This document focuses on extending BehaviorTree Studio and running it locally in a development environment.

Run locally (development)

Prerequisites

  • Node.js 22+ recommended
  • npm (ships with Node.js)

Install dependencies

npm install

Start the Electron dev environment

npm run electron:dev

This starts the React dev server and the Electron shell together.

Optional: run the web UI only

npm run dev

The web UI can export XML via downloads, but workspace file operations require the Electron shell.

Add or edit built-in nodes

Built-in node definitions live in src/data/nodeLibrary.ts. These definitions populate the Node Palette in the Nodes view.

Step-by-step

  1. Open src/data/nodeLibrary.ts.
  2. Add a new object to the nodeLibrary array.
  3. Save the file and reload the app if the dev server does not hot reload the palette.

Example: simple action node

{
  id: 'move_to_target',
  type: 'MoveToTarget',
  category: 'action',
  name: 'Move To Target',
  description: 'Moves the agent to a target position',
  fields: [
    {
      name: 'target_x',
      type: 'number',
      valueType: 'literal',
      value: 0,
      description: 'X coordinate of target'
    },
    {
      name: 'target_y',
      type: 'number',
      valueType: 'literal',
      value: 0,
      description: 'Y coordinate of target'
    }
  ]
}

Notes

  • type is the XML tag name that will be used on export.
  • category controls palette filtering and color.
  • fields describe editable parameters shown in the Node Properties panel.

Create and edit subtrees

Subtrees are not defined in nodeLibrary.ts. They come from the workspace library file subtree_library.xml.

Create a new subtree

  1. Open a workspace.
  2. Switch to the Subtree Library tab in the Node Palette.
  3. Click New Subtree, then provide a name and optional description.

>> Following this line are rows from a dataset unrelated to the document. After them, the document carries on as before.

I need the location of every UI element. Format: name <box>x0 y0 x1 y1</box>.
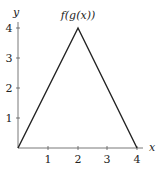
x-tick-label-3: 3 <box>104 153 111 166</box>
y-tick-label-1: 1 <box>6 112 13 125</box>
y-tick-label-2: 2 <box>6 82 13 95</box>
curve-f-of-g <box>18 28 137 148</box>
x-axis-label: x <box>149 141 156 154</box>
x-tick-label-1: 1 <box>45 153 52 166</box>
chart: 1 2 3 4 1 2 3 4 x y f(g(x)) <box>0 0 159 172</box>
y-axis-label: y <box>12 6 20 19</box>
y-tick-label-4: 4 <box>6 22 13 35</box>
curve-label: f(g(x)) <box>60 9 95 22</box>
y-tick-label-3: 3 <box>6 52 13 65</box>
x-tick-label-2: 2 <box>75 153 82 166</box>
x-tick-label-4: 4 <box>134 153 141 166</box>
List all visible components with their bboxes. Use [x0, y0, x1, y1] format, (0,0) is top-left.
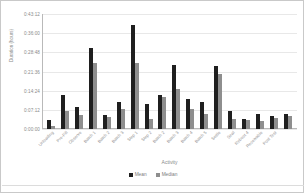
x-tick-slot: Settle: [211, 130, 225, 160]
bar-group[interactable]: [58, 14, 72, 129]
x-axis-title: Activity: [42, 159, 297, 165]
bar-median[interactable]: [149, 119, 153, 129]
bar-median[interactable]: [51, 126, 55, 129]
y-tick-label: 0:21:36: [4, 69, 40, 74]
bar-group[interactable]: [72, 14, 86, 129]
bar-groups: [42, 14, 297, 129]
x-tick-slot: Batch 3: [169, 130, 183, 160]
bar-group[interactable]: [225, 14, 239, 129]
x-tick-label: Seal: [226, 130, 236, 140]
bar-median[interactable]: [260, 121, 264, 129]
chart-container: Duration (hours) 0:00:000:07:120:14:240:…: [0, 0, 304, 193]
bar-median[interactable]: [288, 116, 292, 129]
x-tick-slot: Pre-Fill: [58, 130, 72, 160]
plot-area: [42, 14, 297, 129]
x-tick-slot: Step 2: [142, 130, 156, 160]
bar-median[interactable]: [93, 63, 97, 129]
bar-median[interactable]: [218, 74, 222, 129]
y-tick-label: 0:36:00: [4, 31, 40, 36]
x-tick-slot: Batch 5: [197, 130, 211, 160]
bar-group[interactable]: [253, 14, 267, 129]
x-tick-label: Unloading: [37, 130, 54, 147]
bar-group[interactable]: [128, 14, 142, 129]
bar-median[interactable]: [204, 114, 208, 129]
bar-median[interactable]: [232, 119, 236, 129]
bar-group[interactable]: [267, 14, 281, 129]
legend-swatch-icon: [156, 173, 160, 177]
x-tick-slot: Unloading: [44, 130, 58, 160]
bar-median[interactable]: [190, 109, 194, 129]
y-tick-label: 0:07:12: [4, 107, 40, 112]
x-tick-slot: Batch 3: [114, 130, 128, 160]
legend-item[interactable]: Mean: [129, 172, 147, 177]
x-tick-label: Settle: [210, 130, 221, 141]
bar-group[interactable]: [169, 14, 183, 129]
y-tick-label: 0:00:00: [4, 127, 40, 132]
y-axis-tick-labels: 0:00:000:07:120:14:240:21:360:28:480:36:…: [1, 14, 40, 129]
bar-group[interactable]: [114, 14, 128, 129]
bar-group[interactable]: [86, 14, 100, 129]
bar-group[interactable]: [239, 14, 253, 129]
bar-median[interactable]: [246, 120, 250, 129]
bar-group[interactable]: [100, 14, 114, 129]
x-tick-label: Step 2: [140, 130, 152, 142]
bar-group[interactable]: [156, 14, 170, 129]
y-tick-label: 0:14:24: [4, 88, 40, 93]
bar-median[interactable]: [274, 118, 278, 129]
x-tick-slot: Step 1: [128, 130, 142, 160]
bar-group[interactable]: [183, 14, 197, 129]
x-axis-tick-labels: UnloadingPre-FillObserveBatch 1Batch 2Ba…: [42, 130, 297, 160]
x-tick-slot: Batch 4: [183, 130, 197, 160]
x-tick-slot: Batch 2: [156, 130, 170, 160]
x-tick-slot: Batch 1: [86, 130, 100, 160]
bottom-divider: [2, 185, 304, 186]
legend-label: Mean: [135, 172, 147, 177]
x-tick-slot: [281, 130, 295, 160]
bar-group[interactable]: [142, 14, 156, 129]
bar-group[interactable]: [281, 14, 295, 129]
bar-median[interactable]: [79, 115, 83, 129]
legend-label: Median: [162, 172, 178, 177]
bar-median[interactable]: [65, 111, 69, 129]
bar-median[interactable]: [176, 89, 180, 129]
y-tick-label: 0:28:48: [4, 50, 40, 55]
bar-median[interactable]: [107, 117, 111, 129]
bar-group[interactable]: [44, 14, 58, 129]
y-tick-label: 0:43:12: [4, 12, 40, 17]
bar-median[interactable]: [121, 109, 125, 129]
x-tick-slot: Observe: [72, 130, 86, 160]
legend-item[interactable]: Median: [156, 172, 178, 177]
bar-median[interactable]: [135, 63, 139, 129]
x-tick-label: Step 1: [126, 130, 138, 142]
bar-median[interactable]: [162, 97, 166, 129]
chart-legend: MeanMedian: [1, 172, 304, 177]
x-tick-slot: Batch 2: [100, 130, 114, 160]
bar-group[interactable]: [197, 14, 211, 129]
x-tick-slot: Post Test: [267, 130, 281, 160]
bar-group[interactable]: [211, 14, 225, 129]
legend-swatch-icon: [129, 173, 133, 177]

The new subtree is added to the library and becomes available in the current file.

Edit an existing subtree

  1. Open the Subtree Library tab.
  2. Click a subtree to open it in the editor.
  3. Modify nodes or variables as needed.
  4. Save to propagate updates to the library and all referencing files.

Node naming system

Nodes support custom instance names that replace the category label in the node display.

How it works

  • Default Behavior: Nodes show their category (e.g., "control", "action") by default
  • Custom Names: When you assign a name to a node, it replaces the category label
  • Empty Names: Clearing the name returns to showing the category

Usage

  1. Select a node by clicking on it
  2. In the Node Properties panel (right side), find the "Node Name" section
  3. Enter a custom name or leave blank to show category
  4. The name updates immediately on the node

XML export

Node names are properly exported as the name attribute in BehaviorTree.cpp XML format:

<Sequence name="MainLoop">
  <Action name="MoveForward"/>
  <Condition name="CheckObstacle"/>
</Sequence>

This is fully compatible with BehaviorTree.cpp v4.

Examples

Before (showing category):

Sequence
└─ control

After (with descriptive name):

Sequence
└─ MainLoop

Complex Tree:

Sequence (MainBehavior)
├─ Fallback (SafetyCheck)
│  ├─ Condition (BatteryOK)
│  └─ Action (ReturnToBase)
└─ SubTree (PatrolRoute)

Type system updates

// Node data now includes optional nodeName
interface BTNodeData {
  // ... existing fields
  nodeName?: string; // Custom instance name
}

Implementation details

  • Node names are stored in the node's data object
  • Updated through onUpdateName callback in NodePropertiesPanel
  • Persisted through undo/redo operations
  • Export: name attribute is written first (before other attributes)
  • Import: name attribute is parsed and stored separately from regular fields
  • SubTrees: Also support the name attribute

XML attribute ordering

BehaviorTree.cpp doesn't require specific attribute ordering, but BTstudio follows this convention:

  1. name attribute (if present)
  2. Other attributes in order they appear in node definition
  3. Port mappings for SubTrees

Add a custom node component

If you want a specialized node UI beyond the default BTNode:

  1. Create a component in src/components/.
  2. Register it in the nodeTypes map in src/components/TreeEditor.tsx.
  3. Set the type of the ReactFlow node to your new component key.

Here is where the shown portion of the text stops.